In this context the ameliorative measures proposed by Fischer appear practical and promising. Examples include expansion of peacemaking and peacekeeping activities as contributions to survival; global clearinghouses of research and data banks for raising the general level of health; systematic people-oriented (rather than commercially-oriented) transfer of technology to improve economic well-being; globally coordinated development of clean sources of energy; the establishment of an International Criminal Court to enforce human rights; a Centre for Legal Education and Research, which "could compare constitutions and legal systems from around the world, study their pros and cons, and explore what works well under what conditions..." to enhance the spread of fundamental human rights.

Fischer's vision is not utopian. It is rooted in objective observations of present realities and is based on a sober assessment of potentials for improving the human condition. The world we leave to our descendants will depend on the spreading of such ideas and on the mobilization of will to implement them.

Chapter 7 is devoted to amelioration procedures with respect to the five aspects of security, noting obstacles to problem solving, such as conflict over incompatible goals, distortion of feedback, and lack of available remedies.

Unfortunately, the title of the book may create an impression that in addition to non-military aspects of security there are also "military" aspects, and that the two sets complement each other. However, it becomes apparent that traditional conceptions of security as military are actually an obstacle to security as conceived by most humans-that is, in terms of survival, health, and economic well-being. Indeed, some of the policy recommendations reveal the incompatibility of the two conceptions of security. For example, to recruit resources for environmental protection, Fischer suggests converting "existing military organizations, with their well-endowed means of transportation and communication, to this new task. Satellites could be used to measure levels of pollution, the decay of forests, desertification, poor harvests and other problems. Troops could assist victims of natural and industrial disasters, to bring food to hungry nations, and to participate in massive reforestation and the rebuilding of decaying inner cities..."

So far the proposal can be interpreted as use of the benevolent "spinoffs" of a defence establishment. However, Fischer goes on, certain aspects of conversion, e.g., reduction of military personnel, "are likely to meet with their resistance.... Care should be taken ... that the antagonistic military mentality of seeing 'the enemy' as the problem is not transferred to these new fields of endeavor. Daniel Deudney speculated whether the military, if it had been negotiating a treaty to protect the ozone layer, might have kept some stock-piles of CFCs as a 'deterrent' against other countries using them. For that reason, military personnel, especially those in top leadership positions, may need retraining or have to be replaced."

Considerable attention is devoted to "non-offensive defence"-military technology that is useless for aggression. The invariable interpretation of the military potential of others as a threat rather than as enhancement of "security" fuels arms races.

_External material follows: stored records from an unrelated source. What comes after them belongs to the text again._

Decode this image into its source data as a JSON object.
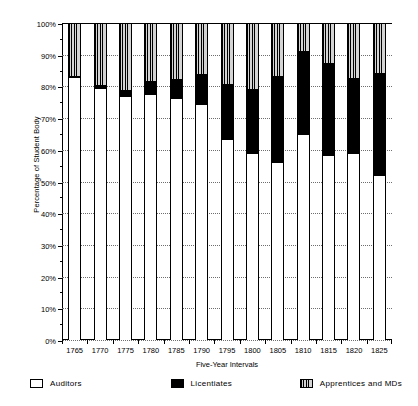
{
  "chart_data": {
    "type": "bar",
    "subtype": "stacked-100-percent",
    "title": "",
    "xlabel": "Five-Year Intervals",
    "ylabel": "Percentage of Student Body",
    "categories": [
      "1765",
      "1770",
      "1775",
      "1780",
      "1785",
      "1790",
      "1795",
      "1800",
      "1805",
      "1810",
      "1815",
      "1820",
      "1825"
    ],
    "series": [
      {
        "name": "Auditors",
        "fill": "white",
        "values": [
          83,
          79.5,
          77,
          77.5,
          76.5,
          74.5,
          63.5,
          59,
          56,
          65,
          58.5,
          59,
          52
        ]
      },
      {
        "name": "Licentiates",
        "fill": "black",
        "values": [
          0,
          0.5,
          1.5,
          4,
          5.5,
          9,
          17,
          20,
          27,
          26,
          28.5,
          23.5,
          32
        ]
      },
      {
        "name": "Apprentices and MDs",
        "fill": "vertical-stripes",
        "values": [
          17,
          20,
          21.5,
          18.5,
          18,
          16.5,
          19.5,
          21,
          17,
          9,
          13,
          17.5,
          16
        ]
      }
    ],
    "ylim": [
      0,
      100
    ],
    "ytick_labels": [
      "0%",
      "10%",
      "20%",
      "30%",
      "40%",
      "50%",
      "60%",
      "70%",
      "80%",
      "90%",
      "100%"
    ],
    "ytick_values": [
      0,
      10,
      20,
      30,
      40,
      50,
      60,
      70,
      80,
      90,
      100
    ],
    "grid": true,
    "grid_axis": "y",
    "legend_position": "bottom",
    "legend": [
      "Auditors",
      "Licentiates",
      "Apprentices and MDs"
    ],
    "colors": {
      "auditors": "#ffffff",
      "licentiates": "#000000",
      "apprentices": "#d4d4d4",
      "axis": "#000000",
      "gridline": "#6e6e6e"
    }
  }
}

Throughout the book, proposed solutions of security problems are formulated with a view to their effectiveness and their realizability. Thus conversion and non-offensive defence are presented as feasible in the contemporary political climate and with regard tothe possibility of mobilizing public opinion.

With regard to war, however, the ultimate goal is kept in sight. It is no less than the eventual abolition of the institution of war by making it unacceptable, as slavery and colonialism have become. After all, institutions, as all other living systems, are notoriously mortal.

Intentional Dangers (Threats)
Danger toInternal sourceExternal sourceGlobal source
SurvivalViolent crime, civil warAggression, terrorismNuclear winter
Healthsale of addictive drugsExport of toxic wastesGlobal drug trade
Economic well-beingCorruption, theft, sabotageEmbargoes, blockadesUnequal exchange
EnvironmentEcological vandalismEcological warfare
Political rightsSubversion, false propagandaMilitary coups, torture
Peace Magazine Jan-Feb 1994

Peace Magazine Jan-Feb 1994, page 28. Some rights reserved.